It's about posture and it's about breathing, Ms Cannon explains as she takes me through the basics of the personal assessment on which her voice training is based. "There's no such thing as a voice that's `right' or `wrong'. It's about helping it to work better - allowing it to truly reflect who you are by letting it come from deep within."

Effective vocal communication is vital for anyone in business. Yet it is often overlooked in standard presentation and media training. Which is ironic, as content and appearance can count for little if your voice lets you down.

Ms Cannon begins by asking her clients to give a short, work-related speech or presentation after which, she asks: "Tell me exactly how it felt." Having spent the past few minutes shifting my weight self-consciously from foot to foot, speaking quickly with a feeling of tightness in my neck and jaw, the answer could only be awful.

How you stand dictates the support you body lends to your voice, she says. Ensuring your weight is balanced, with legs straight - though not so rigidly that you knees lock - is vital. If sitting, try to follow the same principle - keeping your body untwisted, back straight and head slightly raised.

"Under pressure you have to work to relax into a deep breath," Ms Cannon explains. "But many people breath only shallow breaths. Take the air down low and feel how it expands within you, horizontally against your rib cage." This adds weight and timbre to the voice.

Shallow breathing results in a more youthful, girlie-sounding voice, Ms Cannon says. This is a common problem for women who wish to be taken more seriously in business meetings. "If you start out with you voice too high you can find you have nowhere to go - particularly in an argument." Men, meanwhile, often face problems with monotone.

"The danger is cutting off the voice from the body resonance," she says. "Most people, when they feel uncomfortable, tense up and their voice tends to stick to one note. They add hand gestures to compensate for this and quickly hit an impasse: the voice is trapped.
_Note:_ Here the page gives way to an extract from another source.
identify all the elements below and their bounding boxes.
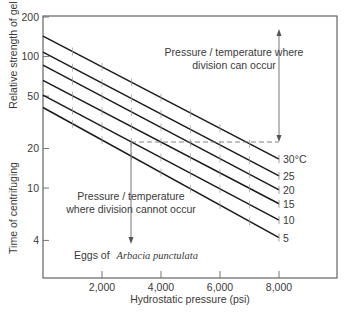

They start to sound dull, and lifeless. And people stop listening."

Coaching also addresses clarity of speech - articulation and enunciation, voice dynamics - pitch, pace and power, speech preparation and projection of the voice in different physical environments.

Many of us swallow the ends of our sentences, she says. By articulating more clearly and speaking more slowly we can avoid replacing the end words with a glottal stop. Which leaves the tongue ready to start the next one. Equally important is fighting the Nineties trend for lifting the voice at the end of a sentence. "This may give a relaxed, Australian feel to what we're saying, but it also seems to suggest it has no value," she says.

The voice is part of your personality and, in a work situation, your authority. Which is why Ms Cannon does not advocate toning down regional or national accents. Instead she suggests modifying certain "problem" consonants if they make you difficult to understand. But only make this change while at work, she adds: "Use the moderation of your speech as a business tool."